**** Dataset entries
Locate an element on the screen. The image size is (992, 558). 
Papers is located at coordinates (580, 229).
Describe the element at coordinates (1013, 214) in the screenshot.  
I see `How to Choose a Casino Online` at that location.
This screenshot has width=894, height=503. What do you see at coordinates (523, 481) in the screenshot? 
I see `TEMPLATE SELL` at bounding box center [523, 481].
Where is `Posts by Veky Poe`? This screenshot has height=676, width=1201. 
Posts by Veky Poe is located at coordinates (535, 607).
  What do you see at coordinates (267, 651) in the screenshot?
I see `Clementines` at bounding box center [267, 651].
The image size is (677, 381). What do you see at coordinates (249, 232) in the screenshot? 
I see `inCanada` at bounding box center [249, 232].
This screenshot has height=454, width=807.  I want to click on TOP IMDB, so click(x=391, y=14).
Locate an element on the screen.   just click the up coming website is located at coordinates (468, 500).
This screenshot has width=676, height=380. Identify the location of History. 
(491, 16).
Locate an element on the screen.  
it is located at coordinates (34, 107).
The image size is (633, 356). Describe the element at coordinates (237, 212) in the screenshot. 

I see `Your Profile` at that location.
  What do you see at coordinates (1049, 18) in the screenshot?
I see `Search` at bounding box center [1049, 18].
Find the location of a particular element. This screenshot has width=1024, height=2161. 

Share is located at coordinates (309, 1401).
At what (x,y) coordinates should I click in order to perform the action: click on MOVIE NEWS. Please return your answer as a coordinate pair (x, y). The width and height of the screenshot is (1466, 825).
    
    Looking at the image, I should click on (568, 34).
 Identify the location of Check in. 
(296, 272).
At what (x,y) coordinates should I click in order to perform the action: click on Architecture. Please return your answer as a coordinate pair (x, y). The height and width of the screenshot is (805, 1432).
********
Work to be completed: The reply must consist solely of the lines from the one containing "is (1466, 825)." through the last line of the data, reproduced exactly.

Answer section:
At what (x,y) coordinates should I click in order to perform the action: click on MOVIE NEWS. Please return your answer as a coordinate pair (x, y). The width and height of the screenshot is (1466, 825).
    
    Looking at the image, I should click on (568, 34).
 Identify the location of Check in. 
(296, 272).
At what (x,y) coordinates should I click in order to perform the action: click on Architecture. Please return your answer as a coordinate pair (x, y). The height and width of the screenshot is (805, 1432).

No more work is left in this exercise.